Site icon David Boles, Blogs

The Semiotics of Dry Crying

One of the hardest tasks for an actor to complete every night on stage is realistic crying with tears and snotting and red eyes and pomegranate nose. The mark of the young and ineffectual actor — 99% of them — is trying to cry by faking. I call those fakers “Dry Criers” and they’re easy to mark both on stage and in real life.

The first indicator of Dry Crying is a lack of tears!

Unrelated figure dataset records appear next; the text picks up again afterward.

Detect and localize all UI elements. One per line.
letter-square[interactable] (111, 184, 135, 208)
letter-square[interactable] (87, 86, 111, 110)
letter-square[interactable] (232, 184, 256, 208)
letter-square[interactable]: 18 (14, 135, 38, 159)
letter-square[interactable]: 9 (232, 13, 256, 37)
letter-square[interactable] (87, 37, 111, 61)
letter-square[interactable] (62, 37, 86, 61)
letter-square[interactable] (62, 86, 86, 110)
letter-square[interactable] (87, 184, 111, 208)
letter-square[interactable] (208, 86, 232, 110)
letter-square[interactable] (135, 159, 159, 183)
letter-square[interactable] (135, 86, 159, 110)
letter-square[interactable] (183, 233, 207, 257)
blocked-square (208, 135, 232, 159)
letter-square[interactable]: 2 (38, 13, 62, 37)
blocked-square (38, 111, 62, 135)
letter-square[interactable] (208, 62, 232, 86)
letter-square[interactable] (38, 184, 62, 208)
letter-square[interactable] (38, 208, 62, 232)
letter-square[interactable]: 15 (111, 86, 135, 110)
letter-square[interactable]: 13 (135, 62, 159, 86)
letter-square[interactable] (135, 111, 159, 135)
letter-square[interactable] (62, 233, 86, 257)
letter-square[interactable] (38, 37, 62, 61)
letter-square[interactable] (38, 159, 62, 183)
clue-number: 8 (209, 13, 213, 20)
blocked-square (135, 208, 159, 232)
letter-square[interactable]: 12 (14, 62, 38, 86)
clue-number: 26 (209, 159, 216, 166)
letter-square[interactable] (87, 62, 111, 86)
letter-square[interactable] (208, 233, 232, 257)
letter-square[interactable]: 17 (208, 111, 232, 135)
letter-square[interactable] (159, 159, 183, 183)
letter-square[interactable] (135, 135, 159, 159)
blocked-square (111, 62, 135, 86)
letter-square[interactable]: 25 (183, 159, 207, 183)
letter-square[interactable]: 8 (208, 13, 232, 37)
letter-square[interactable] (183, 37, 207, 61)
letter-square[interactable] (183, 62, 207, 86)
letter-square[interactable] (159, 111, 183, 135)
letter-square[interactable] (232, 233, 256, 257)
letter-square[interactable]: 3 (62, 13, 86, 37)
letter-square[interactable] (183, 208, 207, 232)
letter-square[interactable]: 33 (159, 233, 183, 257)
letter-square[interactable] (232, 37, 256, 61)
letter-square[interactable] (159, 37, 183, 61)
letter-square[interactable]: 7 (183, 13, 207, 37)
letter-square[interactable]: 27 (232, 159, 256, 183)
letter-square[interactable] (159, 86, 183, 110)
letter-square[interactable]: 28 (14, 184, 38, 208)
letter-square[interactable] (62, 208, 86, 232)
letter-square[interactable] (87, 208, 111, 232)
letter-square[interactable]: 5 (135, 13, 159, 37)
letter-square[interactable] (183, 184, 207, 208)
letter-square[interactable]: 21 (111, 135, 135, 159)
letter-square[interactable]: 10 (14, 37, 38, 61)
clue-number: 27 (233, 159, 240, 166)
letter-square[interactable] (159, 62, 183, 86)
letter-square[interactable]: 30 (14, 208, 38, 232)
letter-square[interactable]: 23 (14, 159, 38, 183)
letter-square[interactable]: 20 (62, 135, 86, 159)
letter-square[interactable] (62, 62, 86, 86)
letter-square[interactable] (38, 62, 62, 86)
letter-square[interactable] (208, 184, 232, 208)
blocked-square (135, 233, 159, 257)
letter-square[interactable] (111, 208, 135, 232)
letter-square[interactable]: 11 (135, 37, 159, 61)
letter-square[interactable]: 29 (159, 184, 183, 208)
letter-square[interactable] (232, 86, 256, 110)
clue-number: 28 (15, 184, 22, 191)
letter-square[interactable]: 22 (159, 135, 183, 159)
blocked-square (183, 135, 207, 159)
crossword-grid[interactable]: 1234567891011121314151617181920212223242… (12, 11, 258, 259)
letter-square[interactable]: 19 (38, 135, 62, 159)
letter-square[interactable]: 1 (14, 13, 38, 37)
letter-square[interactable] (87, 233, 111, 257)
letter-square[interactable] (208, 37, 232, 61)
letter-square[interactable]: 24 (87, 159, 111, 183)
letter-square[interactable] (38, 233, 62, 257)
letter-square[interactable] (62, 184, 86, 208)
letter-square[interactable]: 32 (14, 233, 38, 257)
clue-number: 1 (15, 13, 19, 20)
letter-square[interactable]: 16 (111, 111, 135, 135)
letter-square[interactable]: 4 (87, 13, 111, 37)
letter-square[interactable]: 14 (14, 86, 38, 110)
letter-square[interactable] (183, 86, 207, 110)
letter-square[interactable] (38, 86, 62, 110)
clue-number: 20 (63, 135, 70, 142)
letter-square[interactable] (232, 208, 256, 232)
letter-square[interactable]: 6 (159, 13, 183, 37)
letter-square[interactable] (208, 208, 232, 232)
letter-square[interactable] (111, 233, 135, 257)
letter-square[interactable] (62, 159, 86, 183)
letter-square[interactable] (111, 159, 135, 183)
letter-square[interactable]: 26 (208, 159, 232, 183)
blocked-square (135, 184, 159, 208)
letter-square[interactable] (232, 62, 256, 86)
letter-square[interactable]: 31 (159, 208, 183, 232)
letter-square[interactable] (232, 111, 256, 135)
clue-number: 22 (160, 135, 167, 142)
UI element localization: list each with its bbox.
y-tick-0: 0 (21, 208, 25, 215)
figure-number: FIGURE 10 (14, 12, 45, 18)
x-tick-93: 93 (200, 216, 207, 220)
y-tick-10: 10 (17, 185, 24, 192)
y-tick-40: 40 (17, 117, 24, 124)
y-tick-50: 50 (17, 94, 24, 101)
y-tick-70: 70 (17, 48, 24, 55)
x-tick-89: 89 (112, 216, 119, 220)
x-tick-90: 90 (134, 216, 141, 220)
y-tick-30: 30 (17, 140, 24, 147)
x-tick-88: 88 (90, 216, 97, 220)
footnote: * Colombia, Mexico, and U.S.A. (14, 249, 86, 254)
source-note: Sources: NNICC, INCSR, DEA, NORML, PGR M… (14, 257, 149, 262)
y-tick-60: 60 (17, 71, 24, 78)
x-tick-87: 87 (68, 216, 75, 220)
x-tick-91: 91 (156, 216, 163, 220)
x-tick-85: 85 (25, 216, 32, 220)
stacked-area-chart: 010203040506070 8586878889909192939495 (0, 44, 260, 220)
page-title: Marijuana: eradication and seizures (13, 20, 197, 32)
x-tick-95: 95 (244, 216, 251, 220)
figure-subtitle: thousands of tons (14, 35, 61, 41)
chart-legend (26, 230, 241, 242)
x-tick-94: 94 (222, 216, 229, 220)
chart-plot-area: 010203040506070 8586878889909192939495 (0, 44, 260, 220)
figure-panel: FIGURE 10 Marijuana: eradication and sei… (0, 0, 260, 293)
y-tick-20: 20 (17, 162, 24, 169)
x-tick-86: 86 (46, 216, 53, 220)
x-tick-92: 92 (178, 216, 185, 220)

True emotion requires a bodily response and few people are capable of producing tears unless they are really sad and really crying.

Fake Criers pretend to cry by employing these universal human semiotics:

  1. Hiding their eyes behind their hands
  2. Sniffling without having any snot to curry back into the sinuses
  3. Dropping the head
  4. Sobbing sounds
  5. Whimpering response cries
  6. Poking knuckles into eyes to foment the “look” of crying

Dry Crying can be a powerful act to perform in real life away from the stage because most people are not trained to notice the difference between real crying and Dry Crying.

Real crying gets sympathy and tenderness in return while Dry Crying deserves to only be ignored. The real danger, however, is calling out a Dry Crier by saying — “Why are you fake crying?” — because that can lead the Dry Crier into an emotional response of anger or embarrassment that will result in real crying and then you’re in real trouble.

The trick behind The Semiotics of Dry Crying is to learn to recognize it in real time when it happens, but not act on it in any way.

File away the observation that you are being played by someone to evoke a false sympathy for a greater end that doesn’t serve your best interest. Have you ever faked crying? If so, why? Have you noticed someone trying to provoke you with Dry Crying? If so, how did you react?